A FORMER Basingstoke mayor has spoken out about his experiences of racism, including when he was verbally abused by a police officer.

Dan Putty, who served as the borough’s first citizen in 2013-14 and is still a ward councillor for Hatch Warren and Beggarwood, has spoken exclusively to the Gazette about his experiences of racial discrimination since he moved to Basingstoke from Mauritius in 1970.

Just a couple of years after he moved to the town, Cllr Putty parked his car in Winklebury when he says a police officer confronted him purely because of the colour of his skin.

"He came up to me and started racially abusing me," he said.

"He said who the hell am I to be driving a car. He said the road belonged to him.

"There was no yellow lines, I parked my car really nicely, but as soon as he saw me coming out of the car he went for me.

"You shrug your shoulders with people like this, it puts the fear of God into you and you just want to escape."

As well as serving as mayor, Cllr Putty was the first ethnic minority magistrate to serve in Basingstoke, and was a mental health nurse before then.

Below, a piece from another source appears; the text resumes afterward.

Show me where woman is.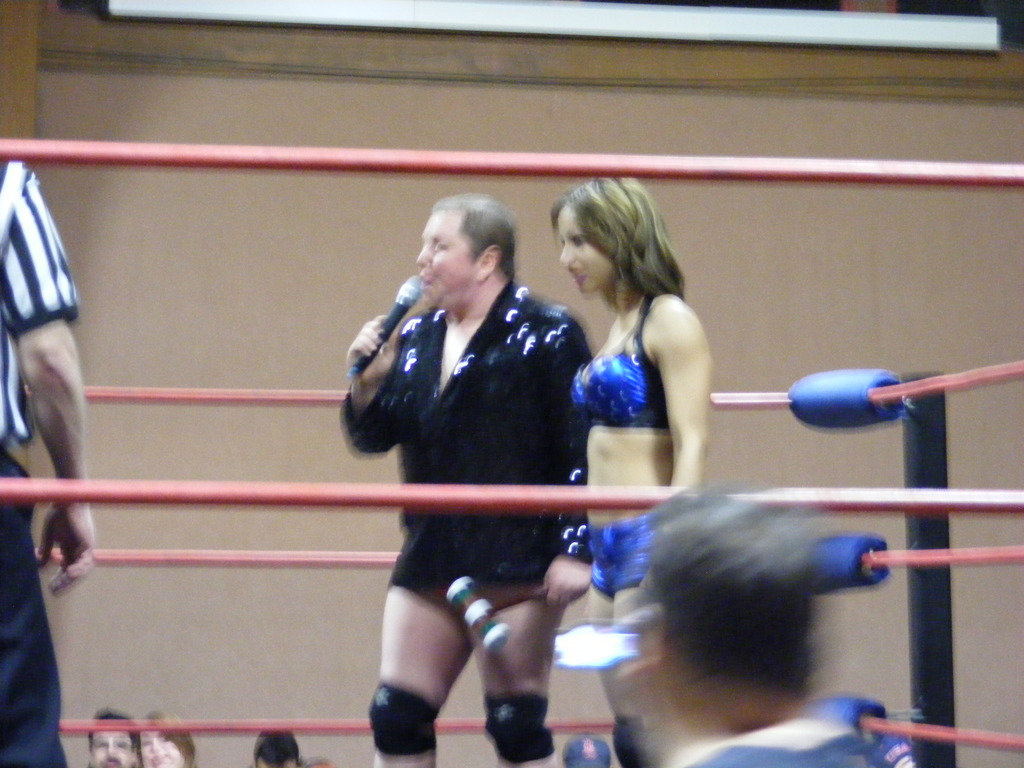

He volunteered as a driver for Hampshire social services, and at one point was a member of four school governing boards.

"For me coming from Mauritius, we respect each other and each other's religion. Colour never came into our upbringing.

Coming here, all of a sudden you encounter something like this, it just really made you think that if the police officer is reacting like this then how [will other] people react?"

And it wasn't just on the street that Cllr Putty suffered from abuse - he says he was verbally abused by patients, and staff, during his time working as a mental health nurse.

The councillor, who is in his 26th year as a representative for Hatch Warren and Beggarwood, said that just having a single ethnic minority representative on bodies, including in court, is not enough, saying that when he first started sitting in courts, he was the only one of 87 magistrates in Basingstoke of an ethnic minority.

"I started like that for probably the best part of ten years. Nobody else was appointed from our communities."

And Cllr Putty also revealed that he believes it would have taken less time for him to be chair of magistrates had he been white.

"It took a very long time for me to start chairing courts. After that when we had a full court I found that many a time people said 'he can't be chairing, I'm going to be chair'."

However, Cllr Putty also said that the vast majority of people, including those in the court, council, health service and his community of Hatch Warren and Beggarwood have been "magnificent" to him, and that these isolated incidents showed that more education was needed on different cultures.

"These people have known me, respected me and elected me for 25 years and I will continue to serve them."